If everybody has an accent, that makes us the same; but the adjective before the accent make us different... we choose the lenses of which we want to see – the adjective or the noun.
You know when you see work that makes you cry, you're doing the right work.
CreativeMornings, to me, embodied transformative gatherings.
Fear comes from both not knowing but also offending. When the fear comes from not offending, if you're really listening, the fear is coming from love. And that's a different source from fear that comes from hate.
A part of the art of gatherings is to get people off their scripts and do things that are unexpected.

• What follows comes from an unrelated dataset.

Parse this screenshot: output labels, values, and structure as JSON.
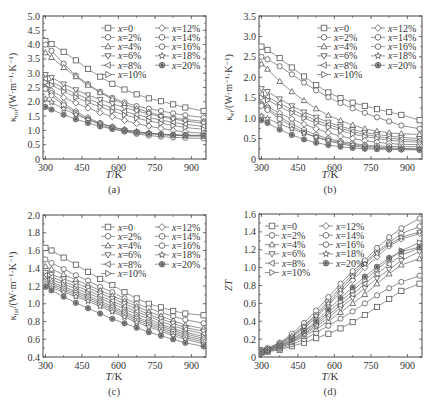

In our multicultural world, we've lost the capacity for civic discourse in part because we don't have a common language; and in part because we're operating in a different power structure.
Part of the reason we're scared of conflict is because it's dangerous. And we have lost our collective rituals to deal with it. . . . Therefore, it goes into unhealthy heat.
Part of the reason why marriage therapy or conflict resolution is so powerful is because it gives a common language and a common structure for a temporary moment of time to destigmatize attitudes, language, and behavior that we assume to be scary.
The transformative unit of gathering was that every gathering carried some amount of risk. Risk can be psychological, emotional, or physical.
We tend to conflate category with purpose. For example, when I say I am having a birthday party, most of us have a specific archetype of what that means—candles, a cake, etc. And we follow scripts in those categories. . . . The most powerful gatherings begin with purpose and don't begin with form.
The discerning gatherer understands the difference between routine and ritual. Rituals are powerful when the form continues to match the underlying need or purpose of the gathering.
When you gather and you exclude with purpose, you're not making it personal. And when we start creating a culture where we all gather on purpose and we develop a habit where we're cleaner and clearer about what we want and don't want, now, not forever. Every gathering is temporary.
Start with your need and communicate it to other people, and then exclude people in your life who are not going to help you with that need in that specific moment.
It's seeing the things that we used to avoid and developing the muscle to be able to look at truth and say this is where I am right now. And will you come in?
I truly believe that if we had more conflict in the world, we would have less violence.
"I didn't pursue conflict resolution as a career per se, I was trying to figure out and work through my own pain and I found a tool to help me do that"
When do you need more I, and when do we need more WE. And allowing both to exist, but not necessary always at the same time.